• Question: how does you research benefit us?

    Asked by toffee4eva to Alexandra, Dean, Jess, Luisa, Sian on 18 Jun 2010 in Categories: . This question was also asked by ragustinh, rammyjammy.
    • Photo: Alexandra Kamins

      Alexandra Kamins answered on 16 Jun 2010:


      Zoonotic diseases (party-crashing viruses and bacteria that jump from species to species) are among the most deadly and damaging in the whole world!! Three-quarters of the diseases showing up in new places or for the first time are zoonotic diseases. Have you ever heard of swine flu? Ebola? SARS? Avian flu? All these came originally or still come from animals. What I do helps to answer the huge list of unknowns about these diseases, so that people around the world can learn to stop them before they ever get into people.

    • Photo: Dean Whittaker

      Dean Whittaker answered on 16 Jun 2010:


      We look at materials under high pressures. This can lead to better materials used in submarines (where you get to high pressures – and my friend is funded to look at a problem they have on submarines) or materials for other high pressure environments. Most of all, there’s a lot of our materials in the earth’s crust, so we can look at what that looks like and work out things to do with the crust.

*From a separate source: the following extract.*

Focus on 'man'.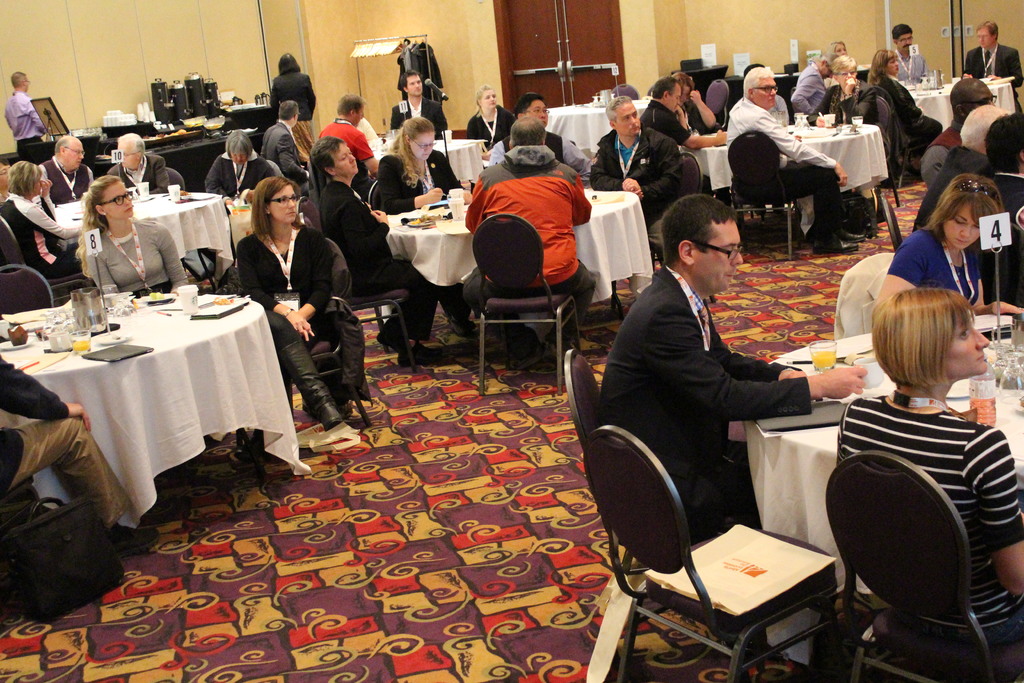
Focused at x1=1, y1=71, x2=49, y2=160.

    • Photo: Sian Foch-Gatrell

      Sian Foch-Gatrell answered on 16 Jun 2010:


      We are working towards a cleaner and hopefully cheaper energy

    • Photo: Jessica Housden

      Jessica Housden answered on 16 Jun 2010:


      Hi,

      Part of this is in a different answer too;

      Currently, we just don’t understand how our atmosphere works, and the only way to gather enough information is from Space. A spacecraft can orbit the Earth 16 times a day, and go over every single point on the Earth once a month. So, for two transatlantic flights (once they are in Space they don’t use carbon fuels), you can get information around the whole world. imagine trying to drive a car that distance ad the fuel that would use…
      Then, there are the benefits to us. So, Sky TV, sending world cup football matches to us live, talking over long distances, GPS positioning. These are all only possible because of the spacecraft that we have sent up.
      Another use is things like disaster monitoring – so, when the Asian Tsunami hit a satellite that we have sent up was able to take immediate measurements and photographs of the area to help emergency and aid workers go to the right places. In that sort of situation it would have taken many weeks to gather the same information without a spacecraft.

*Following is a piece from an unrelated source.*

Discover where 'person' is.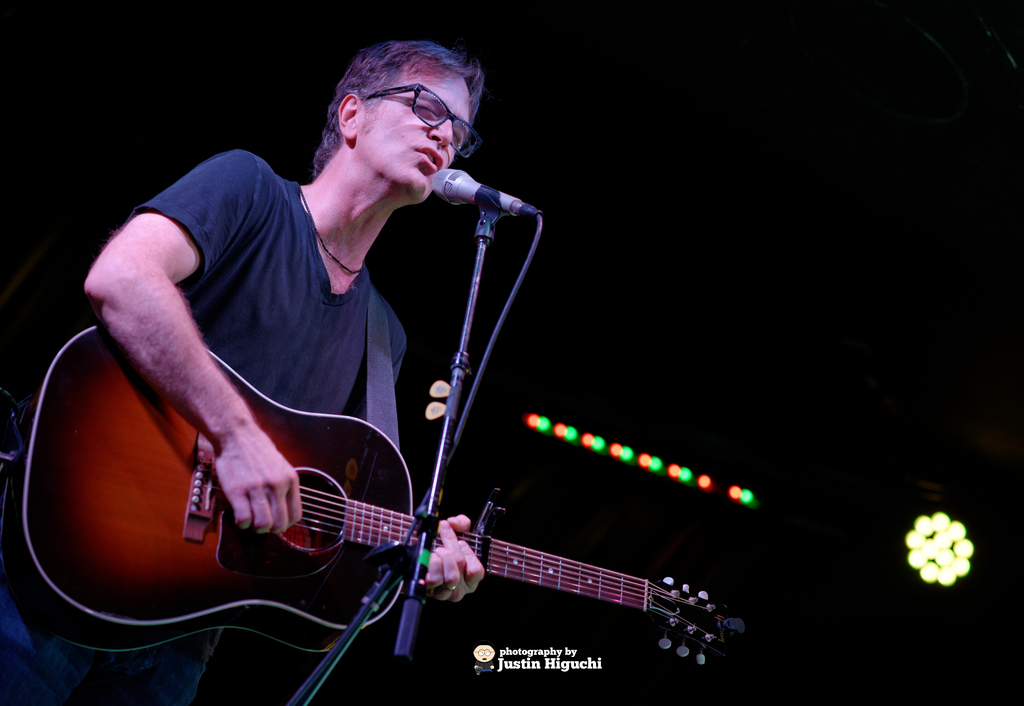
Discovered at <box>0,51,484,696</box>.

    • Photo: Luisa Ostertag

      Luisa Ostertag answered on 18 Jun 2010:


      Cardiovascular disease is at the moment the main reason for people dying all over Europe and the US. But it’s not only responsible for loads of deaths but also for many people being ill, taking time off work and needing treatment in hospital. All these thing are causing extremely high costs, which are mainly covered by tax payers who fund the national health system. Also it causes quite a bit of productivity loss (ill employees) for many companies.
      So if we reach our aim to get out a recommendation so we could say ‘Eat this amount of dark chocolate or cocoa every day and your risk for getting cardiovascular disease will decrease by xx %’ that would be a thing people could easily follow and it would (hopefully) prevent some cases of cardiovascular disease or at least make the disease start later in people’s life. Money could also be saved if cocoa or dark chocoate could replace some of the expensive medicines people with high blood pressure etc have to take.